“The effects were great, the performances were great, the atmosphere was great, but something about the story left me less than thrilled.”
Yesterday I watched Green Room and despite liking it, there were some things that didn’t really sit right with me. Green Room is a film that follows an amateur punk-rock band who travel around trying to find shows to play. Following the word of a new acquaintance, the group go out of their way to a very secluded club that is run by what look to be Nazis, or at the very least people who love Nazi memorabilia. The band then find themselves at the mercy of this unfortunate group of people, and they have to battle their way out of this hellish punk-rock hotspot.
There is really no reason to dance around this, so let’s just get it out of the way: This review will feature spoilers for Green Room. If you have not seen Green Room and don’t want to film to be spoiled for you, do not read any further.
So what did I like about Green Room? Most of it, really. I thought that the movie itself was a very effective horror film. From the start, to the finish, and everywhere in between I was on the edge of my seat. This was accomplished in many different ways that combined to make an experience so intense that it at times made me sick to my stomach. First of all, the effects in the film were stellar. The violence in Green Room is so realistically gruesome, and the effects do such a great job to send that home. Be it a hand hanging off of an arm, a stomach being cut open with a box-cutter, or a face getting blown off by a shotgun, Green Room delivers amazing effects that not only immerse you in the film but scare the shit out of you. I also thought that the performances in the film were amazing. In Green Room you pretty much have two sets of people: The heroes, and the villains. The heroes aren’t exactly great people, but you root for them because the villains are just so fucking vile. Heading up the villain side you have Sir Patrick Stewart who knocks it out of the park as the punk-rock club’s owner, Darcy. As Darcy, Patrick Stewart delivers a performance that is both menacing and intriguing. Darcy handles situations as though he has run the scenarios in his head a thousand times, which makes you wonder if he deals with shit like this on a daily basis or if he is just so twisted that he does in fact run through scenarios like this almost constantly. Alongside Patrick Stewart’s Darcy you also have a band of merry Neo-Nazis. These men all give great performances as heartless, soulless, killing machines who will stab each other and laugh about it afterwards. Heading up the hero side of things we have Anton Yelchin and Imogen Poots who both do great jobs at playing the “victims”. I put victims in quotes because Green Room does something that I respect, and that is the fact that it makes its characters competent. Sure Pat and Amber (Anton Yelchin and Imogen Poots respectively) are in a shitty situation, but that doesn’t mean that they can’t fight back. Green Room empowers these characters to do what most of us couldn’t in that situation, which ultimately provides us with better experience because we get some vindication out of this film.
So what didn’t I like about Green Room? Well, a lot of what I’m going to say isn’t going to be criticism but more like me talking through things with myself. The only problems I had with Green Room revolved around the films story, but it’s not that the movie made no sense it’s more like I was just too confused for too long so the experience is not a great one in my head. Anyway, let’s dive in so you can figure out what I mean. First of all, why was Darcy okay with one band leaving after seeing a dead chick, but not the other band? Was it because he assumed that they would be killed by the heroin he gives them? If so, that’s pretty ballsy. Was it because the one band was from out of town, and he didn’t know them? I guess that would make sense, but the film never points that out. Also, why the fuck did that dude kill the girl in the dressing room, and what was the point of the note? The note was given to Emily, and Anton Yelchin sees this. Later we find out that the note was a cue, but for what? For Emily and Daniel to leave? Why would they leave in the middle of a song? Why couldn’t he just walk up to her and say “hey, let’s leave”? It just seems needlessly complicated. Also, what’s the point of the red laces? Are the people who wear red laces affiliated with the heroin operation, or do so many people accidentally find out about the heroin operation/ see some girl get killed that Darcy needed to hire a group of dudes specifically to kill motherfuckers? Why did Darcy not want to shoot the band members either? He specifically says “no guns” because he wants it to look like they were attacked by dogs (I guess), but then he says that the dudes can use blades. What the fuck? Does he think that police can’t tell the difference between blades and dogs? Was he planning on using the red lace guys again if the police start asking too many questions? And then later in the movie we hear gunshots anyway. Did they decide to shoot the bodies after they were already dead? Were they doing target practice? Did one of the band members get up as a zombie and they had to fucking double-tap them? So much shit in this movie just kind of happens, and leaves you to figure it out later. I like this process in theory, but the execution got kind of muddled at times. And even though a lot of the questions I asked have already been answered in my head, the fact that I had to ask them in the first place means that I didn’t really get the movie.
Overall Green Room, while offering a very intense experience, just didn’t have a story that did it for me. The effects were great, the performances were great, the atmosphere was great, but something about the story left me less than thrilled. Maybe it was because it is a little convoluted, maybe it was because I didn’t understand some parts; whatever it was, it left me underwhelmed.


WHAT TO PRODUCE >> Everything in the data should be repeated exactly, save for the images.

DATA EXCERPTS >>
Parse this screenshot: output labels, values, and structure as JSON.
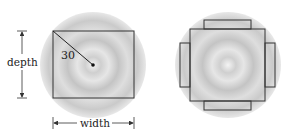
{
  "diagram": {
    "left_figure": {
      "radius_label": "30",
      "depth_label": "depth",
      "width_label": "width"
    },
    "right_figure": {
      "description": "square with four rectangular tabs inscribed in circle"
    },
    "colors": {
      "stroke": "#333333",
      "disc_light": "#f2f2f2",
      "disc_dark": "#b8b8b8",
      "background": "#ffffff"
    }
  }
}
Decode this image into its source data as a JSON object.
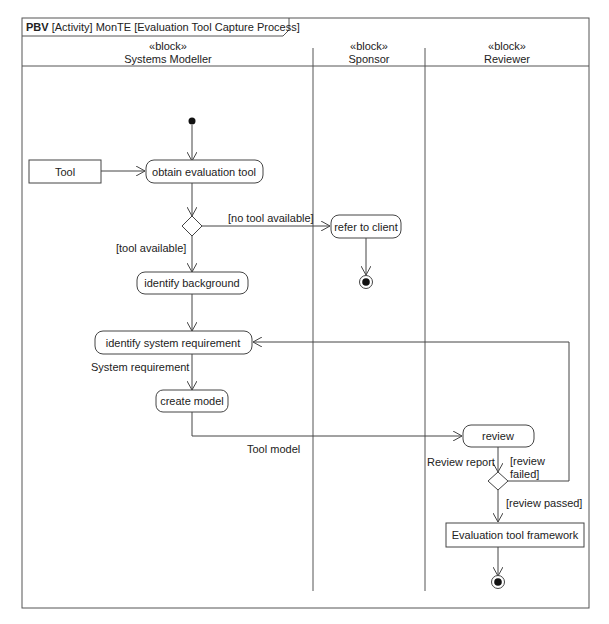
{
  "frame": {
    "kind_bold": "PBV",
    "title_rest": "[Activity] MonTE [Evaluation Tool Capture Process]"
  },
  "lanes": [
    {
      "stereotype": "«block»",
      "name": "Systems Modeller"
    },
    {
      "stereotype": "«block»",
      "name": "Sponsor"
    },
    {
      "stereotype": "«block»",
      "name": "Reviewer"
    }
  ],
  "nodes": {
    "tool_object": "Tool",
    "obtain": "obtain evaluation tool",
    "refer": "refer to client",
    "identify_bg": "identify background",
    "identify_req": "identify system requirement",
    "create_model": "create model",
    "review": "review",
    "framework": "Evaluation tool framework"
  },
  "labels": {
    "no_tool": "[no tool available]",
    "tool_avail": "[tool available]",
    "sys_req": "System requirement",
    "tool_model": "Tool model",
    "review_report": "Review report",
    "review_failed_1": "[review",
    "review_failed_2": "failed]",
    "review_passed": "[review passed]"
  },
  "colors": {
    "line": "#444444",
    "fill": "#ffffff",
    "text": "#222222"
  }
}
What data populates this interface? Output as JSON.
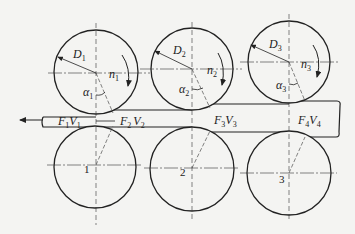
{
  "diagram": {
    "type": "multi-stand rolling mill (continuous rolling) schematic",
    "stands": [
      {
        "number": "1",
        "diameter_label": "D",
        "diameter_sub": "1",
        "speed_label": "n",
        "speed_sub": "1",
        "angle_label": "α",
        "angle_sub": "1"
      },
      {
        "number": "2",
        "diameter_label": "D",
        "diameter_sub": "2",
        "speed_label": "n",
        "speed_sub": "2",
        "angle_label": "α",
        "angle_sub": "2"
      },
      {
        "number": "3",
        "diameter_label": "D",
        "diameter_sub": "3",
        "speed_label": "n",
        "speed_sub": "3",
        "angle_label": "α",
        "angle_sub": "3"
      }
    ],
    "strip_sections": [
      {
        "F": "F",
        "F_sub": "1",
        "V": "V",
        "V_sub": "1"
      },
      {
        "F": "F",
        "F_sub": "2",
        "V": "V",
        "V_sub": "2"
      },
      {
        "F": "F",
        "F_sub": "3",
        "V": "V",
        "V_sub": "3"
      },
      {
        "F": "F",
        "F_sub": "4",
        "V": "V",
        "V_sub": "4"
      }
    ],
    "rolling_direction": "left",
    "colors": {
      "line": "#222222",
      "background": "#f4f4f2"
    }
  }
}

RESULT OF THIS EXERCISE >>
Parse this screenshot: output labels, values, and structure as JSON.
{
  "diagram": {
    "left_figure": {
      "radius_label": "30",
      "depth_label": "depth",
      "width_label": "width"
    },
    "right_figure": {
      "description": "square with four rectangular tabs inscribed in circle"
    },
    "colors": {
      "stroke": "#333333",
      "disc_light": "#f2f2f2",
      "disc_dark": "#b8b8b8",
      "background": "#ffffff"
    }
  }
}
Decode this image into its source data as a JSON object.
{
  "frame": {
    "kind_bold": "PBV",
    "title_rest": "[Activity] MonTE [Evaluation Tool Capture Process]"
  },
  "lanes": [
    {
      "stereotype": "«block»",
      "name": "Systems Modeller"
    },
    {
      "stereotype": "«block»",
      "name": "Sponsor"
    },
    {
      "stereotype": "«block»",
      "name": "Reviewer"
    }
  ],
  "nodes": {
    "tool_object": "Tool",
    "obtain": "obtain evaluation tool",
    "refer": "refer to client",
    "identify_bg": "identify background",
    "identify_req": "identify system requirement",
    "create_model": "create model",
    "review": "review",
    "framework": "Evaluation tool framework"
  },
  "labels": {
    "no_tool": "[no tool available]",
    "tool_avail": "[tool available]",
    "sys_req": "System requirement",
    "tool_model": "Tool model",
    "review_report": "Review report",
    "review_failed_1": "[review",
    "review_failed_2": "failed]",
    "review_passed": "[review passed]"
  },
  "colors": {
    "line": "#444444",
    "fill": "#ffffff",
    "text": "#222222"
  }
}
What data populates this interface? Output as JSON.
{
  "diagram": {
    "type": "multi-stand rolling mill (continuous rolling) schematic",
    "stands": [
      {
        "number": "1",
        "diameter_label": "D",
        "diameter_sub": "1",
        "speed_label": "n",
        "speed_sub": "1",
        "angle_label": "α",
        "angle_sub": "1"
      },
      {
        "number": "2",
        "diameter_label": "D",
        "diameter_sub": "2",
        "speed_label": "n",
        "speed_sub": "2",
        "angle_label": "α",
        "angle_sub": "2"
      },
      {
        "number": "3",
        "diameter_label": "D",
        "diameter_sub": "3",
        "speed_label": "n",
        "speed_sub": "3",
        "angle_label": "α",
        "angle_sub": "3"
      }
    ],
    "strip_sections": [
      {
        "F": "F",
        "F_sub": "1",
        "V": "V",
        "V_sub": "1"
      },
      {
        "F": "F",
        "F_sub": "2",
        "V": "V",
        "V_sub": "2"
      },
      {
        "F": "F",
        "F_sub": "3",
        "V": "V",
        "V_sub": "3"
      },
      {
        "F": "F",
        "F_sub": "4",
        "V": "V",
        "V_sub": "4"
      }
    ],
    "rolling_direction": "left",
    "colors": {
      "line": "#222222",
      "background": "#f4f4f2"
    }
  }
}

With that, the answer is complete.